You get it wrong, she consumed $2106 worth of service and has paid $200 so far, that is a fantastic deal for her. Vimeo then says that next year since she consumed so much she will have to pay $3100. Vimeo here takes the risk that she gets more popular and therefore will cost them even more, they have to take a premium cut to cover for that risk.
A regular hosting provider would just send her the $2106 bill, but she went to Vimeo to avoid surprise bills. But instead she has to deal with price hikes like this, note that it isn't a bill, she can just not pay for it and cancel the service, that is the product she paid for.
> You do realize that's ~60% of what they attempted to shake them down for, right?
Well, Cloudflare Stream is underlying tech, you would need to write some code on top of it anyway. 40% of premium does not sound like something unreasonable either.
I agree that treating existing customer like that is not a good thing. I just tried to understand whether that price is reasonable at all.
She was already a paying customer, willing to pay them the price they had set before (which might have been too low, but that's their fault then, not hers). So up until this point she was a paying and "legit" customer. And they didn't know if she would be willing to pay significantly more if they asked for that.
>"I was already paying $200 a year [...]. Her quoted price: $3,500 a year. She was given a week to upgrade her content, decrease her bandwidth usage, or leave Vimeo.
A week's notice for a 17.5x price hike you unilaterally declared? That's not what you should do to such a customer, ever. To me, that's either a shakedown, or a deliberate step to make her stop using the service, e.g. because such "small" account are no longer worth your time, or you try to be a b2b business now, and those "small" customers do not fit with that image, or whatever.
If something changed for vimeo that increased the their own expenditures over night, then I'd have a little more understanding for them. But that's not what they said or even hinted at happening.
> If you're not willing to pay for bandwidth you're not a legit customer.
If they're not willing to pay a hefty premium for it? I don't follow your comment, buddy. They're already a paying customer paying what was asked of them.
Why would you not just use Cloudfare Stream or another option and save roughly 40% of the cost?
If Vimeo has no value-add, then that's what people should be doing. It's not like Vimeo is a platform for content discovery like YouTube so it should be no problem for anyone to switch.
It's what everybody will start doing. This will be bane of Vimeo. You must realize most of the cinematographers or people in creative industry don't even know about alternatives. Vimeo had great MOAT exactly because they were "youtube for creatives".
Also services like cloudflare stream/bunnycdn stream/mux are fairly recent.
Another issue is reuploading of all the media. It's not that easy to switch. But people will flee to some other solutions.

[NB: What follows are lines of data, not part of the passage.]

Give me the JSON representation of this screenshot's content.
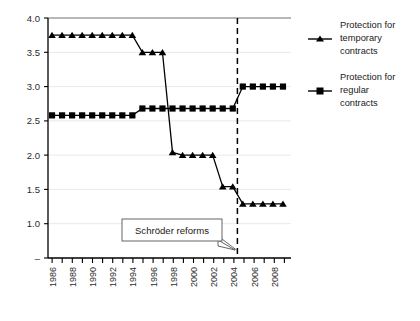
{
  "chart_data": {
    "type": "line",
    "title": "",
    "subtitle": "",
    "xlabel": "",
    "ylabel": "",
    "x": [
      1985,
      1986,
      1987,
      1988,
      1989,
      1990,
      1991,
      1992,
      1993,
      1994,
      1995,
      1996,
      1997,
      1998,
      1999,
      2000,
      2001,
      2002,
      2003,
      2004,
      2005,
      2006,
      2007,
      2008
    ],
    "xlim": [
      1984.6,
      2008.8
    ],
    "ylim": [
      0.5,
      4.0
    ],
    "yticks": [
      1.0,
      1.5,
      2.0,
      2.5,
      3.0,
      3.5,
      4.0
    ],
    "ytick_labels": [
      "–",
      "1.0",
      "1.5",
      "2.0",
      "2.5",
      "3.0",
      "3.5",
      "4.0"
    ],
    "xticks": [
      1985,
      1986,
      1987,
      1988,
      1989,
      1990,
      1991,
      1992,
      1993,
      1994,
      1995,
      1996,
      1997,
      1998,
      1999,
      2000,
      2001,
      2002,
      2003,
      2004,
      2005,
      2006,
      2007,
      2008
    ],
    "xtick_labels": [
      "1986",
      "1988",
      "1990",
      "1992",
      "1994",
      "1996",
      "1998",
      "2000",
      "2002",
      "2004",
      "2006",
      "2008"
    ],
    "xtick_label_years": [
      1986,
      1988,
      1990,
      1992,
      1994,
      1996,
      1998,
      2000,
      2002,
      2004,
      2006,
      2008
    ],
    "grid": true,
    "grid_axis": "y",
    "legend_position": "right",
    "series": [
      {
        "name": "Protection for temporary contracts",
        "marker": "triangle",
        "color": "#000000",
        "values": [
          3.75,
          3.75,
          3.75,
          3.75,
          3.75,
          3.75,
          3.75,
          3.75,
          3.75,
          3.5,
          3.5,
          3.5,
          2.04,
          2.0,
          2.0,
          2.0,
          2.0,
          1.54,
          1.54,
          1.29,
          1.29,
          1.29,
          1.29,
          1.29
        ]
      },
      {
        "name": "Protection for regular contracts",
        "marker": "square",
        "color": "#000000",
        "values": [
          2.58,
          2.58,
          2.58,
          2.58,
          2.58,
          2.58,
          2.58,
          2.58,
          2.58,
          2.68,
          2.68,
          2.68,
          2.68,
          2.68,
          2.68,
          2.68,
          2.68,
          2.68,
          2.68,
          3.0,
          3.0,
          3.0,
          3.0,
          3.0
        ]
      }
    ],
    "annotations": [
      {
        "text": "Schröder reforms",
        "type": "callout-box",
        "points_to_x": 2004,
        "points_to_y": 1.0
      }
    ],
    "reference_lines": [
      {
        "orientation": "vertical",
        "x": 2004,
        "style": "dashed",
        "color": "#000000"
      }
    ]
  },
  "legend": {
    "items": [
      {
        "label_lines": [
          "Protection for",
          "temporary",
          "contracts"
        ],
        "marker": "triangle"
      },
      {
        "label_lines": [
          "Protection for",
          "regular",
          "contracts"
        ],
        "marker": "square"
      }
    ]
  },
  "axis": {
    "y_tick_0": "–",
    "y_tick_1": "1.0",
    "y_tick_2": "1.5",
    "y_tick_3": "2.0",
    "y_tick_4": "2.5",
    "y_tick_5": "3.0",
    "y_tick_6": "3.5",
    "y_tick_7": "4.0",
    "x_tick_0": "1986",
    "x_tick_1": "1988",
    "x_tick_2": "1990",
    "x_tick_3": "1992",
    "x_tick_4": "1994",
    "x_tick_5": "1996",
    "x_tick_6": "1998",
    "x_tick_7": "2000",
    "x_tick_8": "2002",
    "x_tick_9": "2004",
    "x_tick_10": "2006",
    "x_tick_11": "2008"
  },
  "annotation": {
    "label": "Schröder reforms"
  },
  "legend_labels": {
    "s0l0": "Protection for",
    "s0l1": "temporary",
    "s0l2": "contracts",
    "s1l0": "Protection for",
    "s1l1": "regular",
    "s1l2": "contracts"
  }
}
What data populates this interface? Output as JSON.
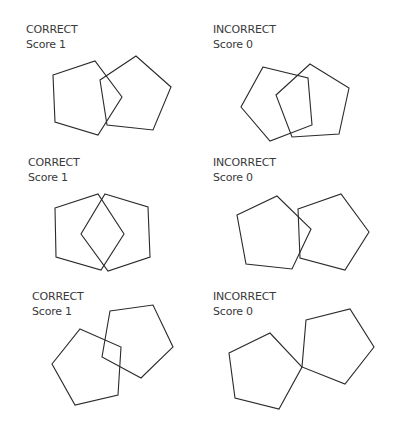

It's basically a fact that she's underpaying for what she's using. That she gets no value out of the service isn't the fault of the service, she's just literally not using the service. Since that's the case she shouldn't use the service and use a different service that actually does what she wants and has the correct value proposition for her. It sounds like that's exactly what's happening and there's no problem anywhere. There's lots of comments here pitying vimeo for losing "customers" like her but err, vimeo's the one kicking her out. She gets on a service that's more appropriate for her, vimeo gets rid of a money losing customer. Everyone wins.
A regular hosting provider would just send her the $2106 bill, but she went to Vimeo to avoid surprise bills. But instead she has to deal with price hikes like this, note that it isn't a bill, she can just not pay for it and cancel the service, that is the product she paid for.